The Public Utility Commission of Texas (PUCT) is the state agency that writes and enforces the rules retail electric providers (REPs) and TDUs have to follow. If you’ve ever wondered what your provider can and can’t do — or what you can do if they’ve done something they shouldn’t — these are the rules that answer the question.
The disclosure rules: EFL, ToS, YRAC
PUCT Substantive Rule §25.475 requires every retail electricity plan to publish three standardized documents:
- Electricity Facts Label (EFL). One page, standardized format. Shows the average price at 500, 1,000, and 2,000 kWh, term length, early termination fee, and renewable content. The single most important document in shopping.
- Terms of Service (ToS). The contract. Lays out cancellation rights, switching procedures, and dispute resolution.
- Your Rights as a Customer (YRAC). Standardized rights document. Explains disconnection rules, deposit limits, complaint procedures, and language-access rights.
If a REP doesn’t provide all three before you sign up, that’s a violation. Report it to the PUCT.
Disconnection rules
REPs cannot disconnect a customer for non-payment without specific notice and timing requirements:
- 10 days’ written notice. A "Disconnect Notice" must be mailed at least 10 days before disconnection.
- Cold-weather disconnect protection. Disconnection is prohibited on days where the local forecast is at or below 32°F. Many REPs extend this to multi-day cold snaps.
- Summer disconnect moratorium. When the local heat-index forecast hits 95°F or higher, disconnection is prohibited. In practice, this runs much of June through September.
- Critical-care customers. Households with documented medical equipment dependencies can register as "Critical Care" with the TDU and gain extended protection.
If you’re facing disconnection, contact your REP’s customer service first — most have hardship programs and deferred-payment plans. The PUCT’s customer protection division (1-888-782-8477) is the next step if the REP refuses to work with you.
Deposit rules
REPs can require a deposit if a customer’s credit history doesn’t meet their threshold. PUCT rules cap deposits at 1/5 of the estimated annual bill, and require the REP to refund the deposit (with interest) after 12 months of timely payment. A "Letter of Credit" from a previous REP showing 12 months of on-time payment can waive the deposit at a new provider.
Switching rules
Once your initial-term commitment ends, you can switch REPs any time — no permission needed from your TDU or your old REP. The new REP handles everything; the switch typically completes in 1–3 days. Early switching (during your contract’s minimum term) triggers the early termination fee (ETF) listed in your EFL.
Move-in switches are exempt from ETFs at most REPs if you can show proof of move (lease, utility bill, closing statement). Read your specific ToS — a few REPs charge ETF even on documented moves, and PUCT rules permit it.
Marketing and contract rules
SB 3 (2021) tightened the rules around residential indexed-rate products, marketing practices, and renewal notices. Key provisions:
- 30–60 days’ renewal notice required. If your fixed-term contract is ending, your REP must notify you 30–60 days before. If you don’t act, they roll you to a default rate that can be much higher.
- No real-time wholesale pass-through to residential. The "indexed" plans that caused the Uri bill shock are now banned for residential customers.
- "Average price" disclosure required in ads. Marketing claims about rates must reference the EFL average price at one of the three standard usage levels (500/1,000/2,000 kWh).
How to file a complaint
If your REP has violated any of these rules — billing errors, refused disconnection moratorium, failed to provide required disclosures — your path is:
- Contact your REP first. Document the issue in writing.
- If unresolved in 21 days, file with the PUCT’s customer protection division: puc.texas.gov or 1-888-782-8477.
- The PUCT will assign a complaint number and require the REP to respond within 21 days.
- Most complaints resolve at this stage. If not, the PUCT can sanction or revoke the REP’s certificate.
Most Texans never file a complaint because they assume the rules don’t favor them. The rules actually favor the customer in most disputes — but only if you invoke them.
What this means for you
Read your EFL before you sign. Save your Terms of Service. If your REP does something that smells wrong, the PUCT has an enforcement path that works. Compare plans from REPs with strong customer ratings to minimize the chance you’ll need to use it.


• _TRY IT_
Down to the last line, restate the material below exactly.

• _PROVIDED DATA_
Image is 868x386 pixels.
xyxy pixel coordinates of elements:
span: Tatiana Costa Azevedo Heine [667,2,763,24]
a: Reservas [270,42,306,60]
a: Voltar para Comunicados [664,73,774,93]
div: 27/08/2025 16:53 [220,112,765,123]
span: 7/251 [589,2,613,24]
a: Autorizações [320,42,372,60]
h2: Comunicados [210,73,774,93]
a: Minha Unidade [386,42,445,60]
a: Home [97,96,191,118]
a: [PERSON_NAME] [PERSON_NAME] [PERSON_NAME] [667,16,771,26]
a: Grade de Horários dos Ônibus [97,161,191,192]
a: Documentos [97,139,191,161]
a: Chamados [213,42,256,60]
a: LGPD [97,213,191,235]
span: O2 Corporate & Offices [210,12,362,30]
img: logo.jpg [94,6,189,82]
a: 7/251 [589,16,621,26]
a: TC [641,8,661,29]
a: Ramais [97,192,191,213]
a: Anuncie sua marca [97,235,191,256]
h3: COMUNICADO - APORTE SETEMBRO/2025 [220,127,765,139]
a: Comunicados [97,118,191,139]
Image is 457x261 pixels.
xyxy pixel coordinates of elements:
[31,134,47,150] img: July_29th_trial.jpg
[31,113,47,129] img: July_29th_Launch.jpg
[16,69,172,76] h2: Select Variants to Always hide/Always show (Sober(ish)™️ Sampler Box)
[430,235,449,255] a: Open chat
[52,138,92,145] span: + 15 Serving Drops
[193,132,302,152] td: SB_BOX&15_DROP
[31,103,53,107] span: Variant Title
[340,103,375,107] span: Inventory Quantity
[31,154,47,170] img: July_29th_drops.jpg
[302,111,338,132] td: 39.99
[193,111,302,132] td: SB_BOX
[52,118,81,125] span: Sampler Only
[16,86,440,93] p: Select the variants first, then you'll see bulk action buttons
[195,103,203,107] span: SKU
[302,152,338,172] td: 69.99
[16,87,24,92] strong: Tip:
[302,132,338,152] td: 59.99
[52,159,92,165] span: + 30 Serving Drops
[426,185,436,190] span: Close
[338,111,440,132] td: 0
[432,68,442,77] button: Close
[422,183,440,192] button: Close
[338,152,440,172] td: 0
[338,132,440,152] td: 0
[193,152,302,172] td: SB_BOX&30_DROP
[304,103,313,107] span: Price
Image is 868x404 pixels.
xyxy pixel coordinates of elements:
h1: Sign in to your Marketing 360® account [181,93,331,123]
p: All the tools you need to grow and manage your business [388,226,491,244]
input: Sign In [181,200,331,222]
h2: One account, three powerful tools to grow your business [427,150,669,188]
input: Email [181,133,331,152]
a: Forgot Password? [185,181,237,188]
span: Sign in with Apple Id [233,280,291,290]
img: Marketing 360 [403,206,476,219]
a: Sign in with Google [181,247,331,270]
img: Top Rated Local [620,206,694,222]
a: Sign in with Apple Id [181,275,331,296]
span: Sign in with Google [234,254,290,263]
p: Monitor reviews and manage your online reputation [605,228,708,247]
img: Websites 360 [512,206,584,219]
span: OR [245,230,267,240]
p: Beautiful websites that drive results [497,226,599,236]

• _EXERCISE RESPONSE_
Image is 868x386 pixels.
xyxy pixel coordinates of elements:
span: Tatiana Costa Azevedo Heine [667,2,763,24]
a: Reservas [270,42,306,60]
a: Voltar para Comunicados [664,73,774,93]
div: 27/08/2025 16:53 [220,112,765,123]
span: 7/251 [589,2,613,24]
a: Autorizações [320,42,372,60]
h2: Comunicados [210,73,774,93]
a: Minha Unidade [386,42,445,60]
a: Home [97,96,191,118]
a: [PERSON_NAME] [PERSON_NAME] [PERSON_NAME] [667,16,771,26]
a: Grade de Horários dos Ônibus [97,161,191,192]
a: Documentos [97,139,191,161]
a: Chamados [213,42,256,60]
a: LGPD [97,213,191,235]
span: O2 Corporate & Offices [210,12,362,30]
img: logo.jpg [94,6,189,82]
a: 7/251 [589,16,621,26]
a: TC [641,8,661,29]
a: Ramais [97,192,191,213]
a: Anuncie sua marca [97,235,191,256]
h3: COMUNICADO - APORTE SETEMBRO/2025 [220,127,765,139]
a: Comunicados [97,118,191,139]
Image is 457x261 pixels.
xyxy pixel coordinates of elements:
[31,134,47,150] img: July_29th_trial.jpg
[31,113,47,129] img: July_29th_Launch.jpg
[16,69,172,76] h2: Select Variants to Always hide/Always show (Sober(ish)™️ Sampler Box)
[430,235,449,255] a: Open chat
[52,138,92,145] span: + 15 Serving Drops
[193,132,302,152] td: SB_BOX&15_DROP
[31,103,53,107] span: Variant Title
[340,103,375,107] span: Inventory Quantity
[31,154,47,170] img: July_29th_drops.jpg
[302,111,338,132] td: 39.99
[193,111,302,132] td: SB_BOX
[52,118,81,125] span: Sampler Only
[16,86,440,93] p: Select the variants first, then you'll see bulk action buttons
[195,103,203,107] span: SKU
[302,152,338,172] td: 69.99
[16,87,24,92] strong: Tip:
[302,132,338,152] td: 59.99
[52,159,92,165] span: + 30 Serving Drops
[426,185,436,190] span: Close
[338,111,440,132] td: 0
[432,68,442,77] button: Close
[422,183,440,192] button: Close
[338,152,440,172] td: 0
[338,132,440,152] td: 0
[193,152,302,172] td: SB_BOX&30_DROP
[304,103,313,107] span: Price
Image is 868x404 pixels.
xyxy pixel coordinates of elements:
h1: Sign in to your Marketing 360® account [181,93,331,123]
p: All the tools you need to grow and manage your business [388,226,491,244]
input: Sign In [181,200,331,222]
h2: One account, three powerful tools to grow your business [427,150,669,188]
input: Email [181,133,331,152]
a: Forgot Password? [185,181,237,188]
span: Sign in with Apple Id [233,280,291,290]
img: Marketing 360 [403,206,476,219]
a: Sign in with Google [181,247,331,270]
img: Top Rated Local [620,206,694,222]
a: Sign in with Apple Id [181,275,331,296]
span: Sign in with Google [234,254,290,263]
p: Monitor reviews and manage your online reputation [605,228,708,247]
img: Websites 360 [512,206,584,219]
span: OR [245,230,267,240]
p: Beautiful websites that drive results [497,226,599,236]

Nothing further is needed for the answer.